Juxtapose this scenario: A professional colleague of color described (yet again) a situation where whites were challenging the narrative of black persons who were describing their own black experience (about BFg and parenting). The commentary goes something like this: “You said X; couldn’t it really have been Y?” instead of “You said X. I believe X.”

It swings the spotlight from the speaker of color talking about their experience, around to some one who was not even there, and who thinks they have a better interpretation of what went on. Well, hmmm. This stuff has always struck me as rude and self-centered. And it is a function of privilege that whites do (a lot). And so I try to “check my privilege” and shut my mouth/open my ears as much as I can. I fail often, and I will say I have heightened awareness to just how frequently my clinical and professional discourses provide me opportunities to check privilege. This is a systemic and structural issue, folks.

And then I serendipitously stumbled upon the phrase to describe this: epistemic testimonial injustice.”

I am something of a geek for anything Daniel Goldberg writes, especially on Twitter. He shared there a link to a heady legal-bioethics-disability rights conference where he presented, as a panelist. You’ll want to scroll down to the fourth video (in the link here) to view; his 15-minute section comes at about 41:00. While this scholarly context is about disability/public health, Goldberg talks about “epistemic injustice” which comes from the 2007 writings of Miranda Frick (“the epistemic side of oppression, focusing on racial and sexual oppression”) (here is a good review of that work).

“Epistemic injustice” recognizes it is possible to “wrong another in their capacity as a knower.” It is not about injustices connected to the traditional bioethical concepts of fair distribution of goods and services. It is about the “independent wrongness” of “silencing and invalidating and de-legitimizing when people share their own experiences.”

Testimonial injustice is when someone shares their own lived experience, and it is not believed; it is challenged, questioned, denied, de-legitimized. (Hermeneutical injustice is about “a shared lack of resources to interpret the experience of a particular group or a member of the group.”)

Whoa. I’ve got a whole new way to call folks in/out when I witness some spotlight-swinging.

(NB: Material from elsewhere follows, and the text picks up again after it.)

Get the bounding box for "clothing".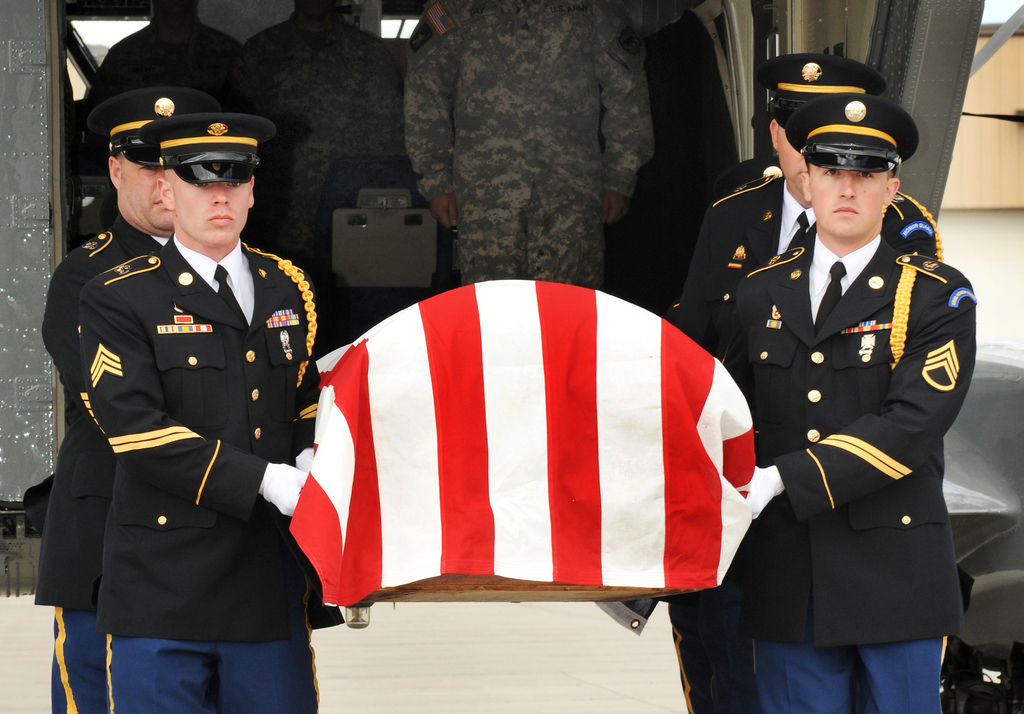
[left=27, top=219, right=198, bottom=713].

One Response to Pro tips for 2018: Shift your scripts, and consider shutting up

  1. No guilt involved! We don’t know what we don’t know, but when we know better — we do better (with a hat tip to Maya Angelou). As Dr. Jann Murray-Garcia said: There are triggers out there about which we may be wholly unaware. When you mess up, be humble. Apologize, don’t share your “cultural resume,” forgive yourself, and check that script with your “community of dialogue.”